Respectful thanks for that, Stuka.

While I have to some degree my own, largely non-verbal understanding of what Nibbana is (e.g., Nibbana will include a feeling related to the feeling I get when my mind is most calm and the resulting happiness at a (temporary) zenith), I wanted to try to pin it down in words and concepts a little more than usual. So, I looked it up in Wikipedia and found the part regarding volitional formations seemed most to strike a chord. Following that link, I did indeed arrive at the article entitled Sankhara, where I found references to "formations" and "fabrications", which I concluded might include such things as my "stories".

Unakjyfk 07-18-2010 08:58 AM

From the Culavedalla Sutta, MN 44:

"Now, lady, what are fabrications?"

"These three fabrications, friend Visakha: bodily fabrications, verbal fabrications, & mental fabrications."

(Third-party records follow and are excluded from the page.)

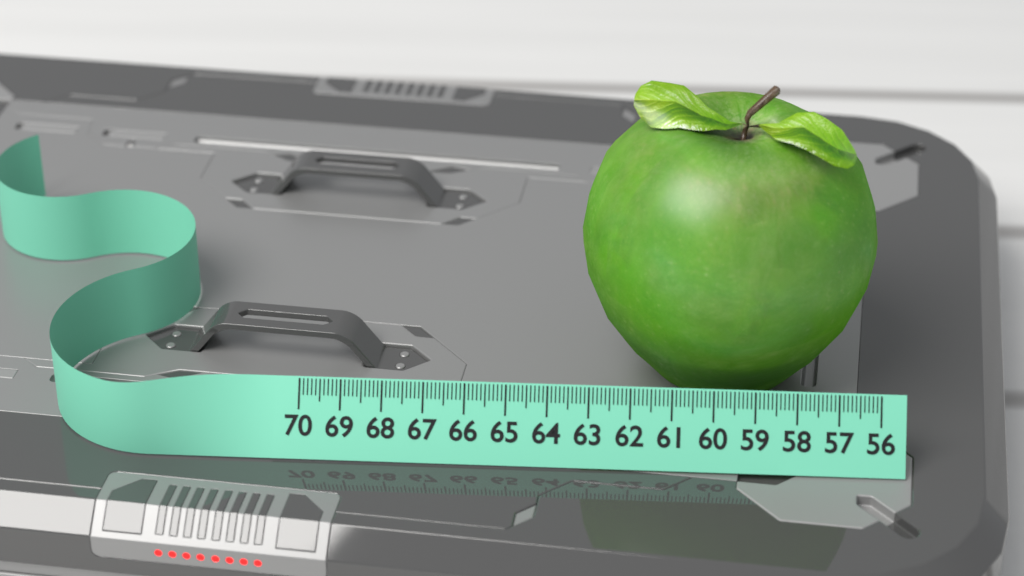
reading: 63.3 (no unit)
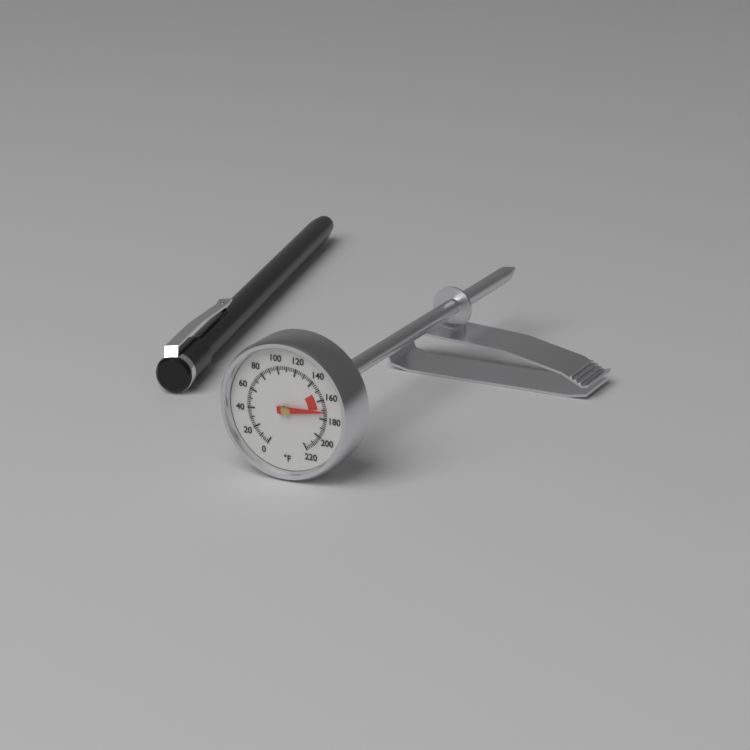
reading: 172 °F
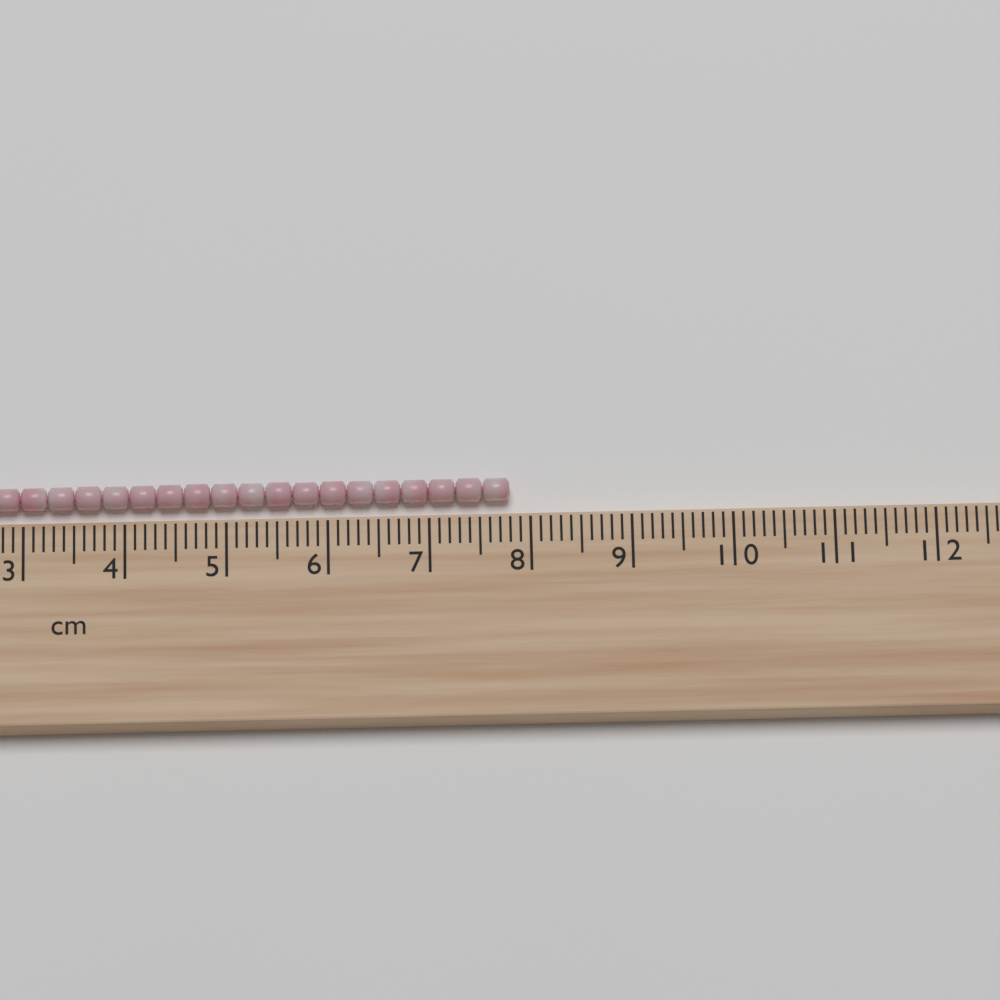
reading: 7.8 cm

"But what are bodily fabrications? What are verbal fabrications? What are mental fabrications?"

"In-&-out breaths are bodily fabrications. Directed thought & evaluation are verbal fabrications. Perceptions & feelings are mental fabrications."

"But why are in-&-out breaths bodily fabrications? Why are directed thought & evaluation verbal fabrications? Why are perceptions & feelings mental fabrications?"

"In-&-out breaths are bodily; these are things tied up with the body. That's why in-&-out breaths are bodily fabrications. Having first directed one's thoughts and made an evaluation, one then breaks out into speech. That's why directed thought & evaluation are verbal fabrications. Perceptions & feelings are mental; these are things tied up with the mind. That's why perceptions & feelings are mental fabrications."

lionsiy 07-18-2010 04:35 PM

Quote:

"In-&-out breaths are bodily fabrications. Directed thought & evaluation are verbal fabrications. Perceptions & feelings are mental fabrications."
What about thoughts that arise and multiply due to sense contacts? Are these proliferations?